Peter Eric Rindskopf (July 25, 1942 – October 9, 1971) was an American civil rights lawyer.
The only son of Rear Admiral Maurice H. Rindskopf and Sylvia Lubow Rindskopf, he was born in 1942 in Connecticut.[1] His father, then a lieutenant commander, was serving on the USS Drum in the Pacific Ocean theatre of World War II and did not learn of his birth until three weeks later.[2] He attended New London High School, where he was elected senior class president for the 1959–1960 school year,[3] and graduated as valedictorian.[1] He would go on to Yale University, where he was a member of the Yale Bulldogs swimming and diving team under captain Mike Austin.[4] He completed his bachelor's degree in 1964 and then entered Yale Law School.[1] There, he began his work in civil rights law, through which he met the woman who would become his wife, University of Michigan Law School student Elizabeth Roediger, when they were both on a summer volunteer program in the Southern United States with the Law Students Civil Rights Research Council in 1965; Roediger would later describe it as "love at first sight", and she would frequently travel between Ann Arbor, Michigan, and New Haven, Connecticut, to visit him during the remainder of her time in law school.[5] The two married in 1968.[6]
After his law school graduation, Rindskopf moved to Atlanta, Georgia to join the NAACP Legal Defense and Educational Fund (the "Inc. Fund") as cooperating council, while his wife worked at an Emory University-connected legal organization; the two quickly began making their mark in the civil rights movement.[5] In his short career, Rindskopf represented clients in a number of notable cases, including several before the Supreme Court.[7] One of his appearances before the Supreme Court was for Socialist Workers Party presidential candidate Linda Jenness in Jenness v. Fortson (403 U.S. 431 (1971)) in an unsuccessful challenge to Georgia's ballot access standards.[5] [8]
Rindskopf also took on some cases relating to the military. In April 1969 he represented Pfc. Dennis Davis, who received an undesirable discharge two weeks before the end of his two-year tour in response to his publication of a clandestine newspaper known as The Last Harass.[9] Later that year he defended Jack K. Riley, an African American soldier stationed at Fort Bragg convicted of distribution of anti-war literature in what he referred to as a "frame-up".[10] In 1970 he defended four more soldiers on similar charges of promoting disloyalty.[11] He represented Vietnam War protester Thomas Jolley before the Board of Immigration Appeals and the Court of Appeals for the Fifth Circuit (441 F.2d 1245 (1971)), unsuccessfully arguing that Jolley, who had renounced U.S. citizenship in Canada after receiving a draft notice and then returned to the United States, should not be subject to deportation.[12]
Rindskopf was driving on Georgia State Route 197 west of Clayton on October 9, 1971 when his car ran off the road and overturned, killing him.[7] He was survived by his parents, his wife, and their nine-month-old daughter Amy Kathryn Rindskopf.[5] His wife bequeathed The Lady with Blue Face, a collage by African American artist Romare Bearden, to the High Museum of Art in Atlanta, Georgia in his memory.[13] [14] She also took over her husband's caseload of more than 100 cases with the Inc. Fund.[5] One of the more notable of these was Gooding v. Wilson (405 U.S. 518 (1972)), a case about fighting words for which Rindskopf had successfully obtained certiorari before his death and which his wife would bring to a successful conclusion.[5] She would go on to remarry and become dean of the McGeorge School of Law in 2002, while daughter Amy followed her parents into legal practice in Boston.[5]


- **WORK TO BE COMPLETED**:
Scan the listing below for "JSON", then report every line that has it.

******************************

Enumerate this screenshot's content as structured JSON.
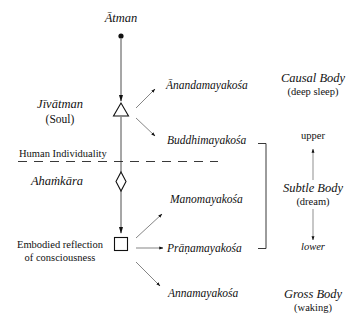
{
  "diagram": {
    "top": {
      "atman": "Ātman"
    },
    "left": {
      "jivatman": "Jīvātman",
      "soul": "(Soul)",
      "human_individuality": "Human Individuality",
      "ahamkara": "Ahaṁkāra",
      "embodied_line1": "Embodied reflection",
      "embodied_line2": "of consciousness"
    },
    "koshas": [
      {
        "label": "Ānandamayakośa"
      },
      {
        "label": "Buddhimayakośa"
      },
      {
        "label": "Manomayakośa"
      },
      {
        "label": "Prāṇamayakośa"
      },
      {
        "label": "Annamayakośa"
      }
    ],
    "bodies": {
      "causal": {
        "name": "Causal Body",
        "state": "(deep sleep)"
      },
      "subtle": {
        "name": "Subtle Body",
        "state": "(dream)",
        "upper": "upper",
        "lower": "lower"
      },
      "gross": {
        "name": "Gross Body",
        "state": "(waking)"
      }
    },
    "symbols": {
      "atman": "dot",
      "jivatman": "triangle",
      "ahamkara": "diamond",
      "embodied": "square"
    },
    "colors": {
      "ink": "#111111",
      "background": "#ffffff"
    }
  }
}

******************************

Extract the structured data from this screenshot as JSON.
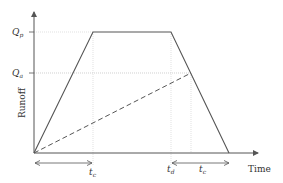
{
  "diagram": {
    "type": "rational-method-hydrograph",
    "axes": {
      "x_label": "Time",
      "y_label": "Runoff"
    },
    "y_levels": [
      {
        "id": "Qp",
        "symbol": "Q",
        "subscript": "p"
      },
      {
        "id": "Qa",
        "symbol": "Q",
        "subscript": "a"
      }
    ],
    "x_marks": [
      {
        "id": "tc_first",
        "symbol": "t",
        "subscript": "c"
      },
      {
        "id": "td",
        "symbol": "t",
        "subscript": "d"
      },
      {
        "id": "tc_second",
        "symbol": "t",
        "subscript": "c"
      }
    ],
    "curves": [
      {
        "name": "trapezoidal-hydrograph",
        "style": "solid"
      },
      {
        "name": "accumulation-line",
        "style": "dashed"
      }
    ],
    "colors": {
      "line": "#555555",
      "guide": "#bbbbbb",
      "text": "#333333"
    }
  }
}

******************************

- **OUTPUT OF THE TASK**:
Enumerate this screenshot's content as structured JSON.
Extract the structured data from this screenshot as JSON.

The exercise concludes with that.